The answers seemed obvious. Prisoners are violent because of the type of people they are: antisocial criminals who have little regard for other people. Guards are brutal because only brutal people are attracted to such an occupation in the first place.

But Zimbardo suspected that the dynamics of prison life depend on more than the personalities of the individuals involved. He wondered whether the structure of the prison situation played a part in turning prisoners and guards into mean and violent people.

With the help of several colleagues, Zimbardo created a mock prison in the basement of the Stanford psychology building. There he could observe volunteer subjects in the roles of prisoners and guards.

Of the 70 or so students who answered his ad for volunteers, Zimbardo chose two dozen mature, emotionally stable, intelligent young men to be part of the study. None had a criminal record. They were, as he put it, the "cream of the crop of this generation."1

Some subjects were designated as "prisoners" with a flip of a coin; the rest served as "guards."

When it was time for the experiment to begin, the prisoners were unexpectedly picked up at their homes by a city police officer in a squad car. They were searched, handcuffed, fingerprinted, blindfolded, and taken to the "prison."

There the prisoners were stripped, given a uniform and number, and placed in a cell with two other inmates. They were told the cell would be their home for the next 2 weeks.

When the guards arrived, they were informed that they had the authority to make up their own rules for maintaining law, order, and respect in the prison and were free to improvise new ones at any time during their 8-hour shifts on duty.

Although the experiment was supposed to last for 2 weeks, it had to be stopped after only 6 days. Zimbardo described the situation as follows:

What we saw was frightening. It was no longer apparent to most of the subjects (or to us) where reality ended and their roles began. The majority had indeed become prisoners or guards, no longer able to clearly differentiate between role playing and self. . . . In less than a week the experience of imprisonment undid (temporarily) a lifetime of learning; human values were suspended, self-concepts were challenged and the ugliest . . . side of human nature surfaced. We were horrified because we saw some guards treat others as if they were despicable animals, taking pleasure in cruelty, while the prisoners became . . . dehumanized robots who thought only of escape, of their own individual survival and of their mounting hatred for the guards.2

Some of the prisoners became severely depressed, confused, or hysterical and had to be released after only a few days. Just to get out of the prison, all but three of the remaining prisoners were willing to forfeit all the money they had earned for participating.

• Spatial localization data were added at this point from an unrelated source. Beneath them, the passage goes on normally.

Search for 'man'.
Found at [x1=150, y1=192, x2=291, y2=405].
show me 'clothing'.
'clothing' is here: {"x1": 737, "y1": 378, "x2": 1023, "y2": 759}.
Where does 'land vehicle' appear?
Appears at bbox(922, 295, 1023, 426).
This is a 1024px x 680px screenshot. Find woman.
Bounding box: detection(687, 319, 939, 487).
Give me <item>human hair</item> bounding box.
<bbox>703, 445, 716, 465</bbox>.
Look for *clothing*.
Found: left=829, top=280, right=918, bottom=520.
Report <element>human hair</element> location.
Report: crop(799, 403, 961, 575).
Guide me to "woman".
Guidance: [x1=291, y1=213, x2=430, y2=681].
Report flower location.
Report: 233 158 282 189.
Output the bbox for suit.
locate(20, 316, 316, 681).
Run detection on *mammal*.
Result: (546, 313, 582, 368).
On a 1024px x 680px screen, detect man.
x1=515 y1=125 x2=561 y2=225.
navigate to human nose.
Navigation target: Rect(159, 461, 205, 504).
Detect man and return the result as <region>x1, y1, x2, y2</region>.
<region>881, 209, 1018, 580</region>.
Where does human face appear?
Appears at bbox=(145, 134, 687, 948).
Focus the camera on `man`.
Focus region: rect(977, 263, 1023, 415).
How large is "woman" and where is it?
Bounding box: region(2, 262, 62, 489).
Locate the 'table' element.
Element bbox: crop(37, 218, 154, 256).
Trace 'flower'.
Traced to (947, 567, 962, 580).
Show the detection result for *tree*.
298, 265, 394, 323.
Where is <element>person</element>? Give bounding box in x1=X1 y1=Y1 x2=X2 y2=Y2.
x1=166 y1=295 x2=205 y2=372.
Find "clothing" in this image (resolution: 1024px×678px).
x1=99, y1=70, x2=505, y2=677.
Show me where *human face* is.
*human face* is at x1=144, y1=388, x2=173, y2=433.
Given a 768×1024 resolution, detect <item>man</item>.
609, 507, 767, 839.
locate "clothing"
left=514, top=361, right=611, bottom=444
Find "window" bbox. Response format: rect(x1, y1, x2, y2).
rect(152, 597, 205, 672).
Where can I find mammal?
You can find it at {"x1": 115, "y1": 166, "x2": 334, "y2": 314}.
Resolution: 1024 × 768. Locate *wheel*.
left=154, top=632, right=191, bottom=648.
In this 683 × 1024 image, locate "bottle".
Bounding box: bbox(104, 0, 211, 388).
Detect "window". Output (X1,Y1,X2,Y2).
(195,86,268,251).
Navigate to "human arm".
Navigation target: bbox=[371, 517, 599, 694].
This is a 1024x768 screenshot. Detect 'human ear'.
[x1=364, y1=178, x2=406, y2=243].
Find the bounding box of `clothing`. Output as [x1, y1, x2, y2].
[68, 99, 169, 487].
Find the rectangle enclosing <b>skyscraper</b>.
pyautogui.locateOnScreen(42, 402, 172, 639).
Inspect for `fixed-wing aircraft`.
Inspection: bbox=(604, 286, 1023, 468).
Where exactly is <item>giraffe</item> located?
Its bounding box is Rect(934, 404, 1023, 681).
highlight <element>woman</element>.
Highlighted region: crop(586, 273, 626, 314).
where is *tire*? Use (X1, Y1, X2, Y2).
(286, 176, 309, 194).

When told they had been "denied parole," however, the prisoners returned docilely to their cells. Zimbardo points out that had these individuals been thinking like the college students they were, instead of the prisoners they were playing, they simply would have quit.

Many of the guards became tyrants, arbitrarily using their power and enjoying the control they had over others. Other guards were not as brutal, but they never intervened on behalf of the prisoners and never told the other guards to "ease off."

What Zimbardo so poignantly discovered was that individual behavior is largely controlled by social forces. The prison situation itself turned nice, ordinary college students into either vicious or cowering animals.

In addition, Zimbardo's aborted study illustrated that, given the proper environmental circumstances, individuals can create the very social forces that come to shape their behavior. As the experimenter, he merely provided the physical structure of the "prison" and a few general rules. It was the subjects themselves who created the reality of their roles and therefore defined the power that the prison structure exerted over them.

1 Zimbardo, P. 1971. "The pathology of imprisonment." Society, 9, 4-8. p. 4.

2 Zimbardo, P. 1971. "The pathology of imprisonment." Society, 9, 4-8. p. 4.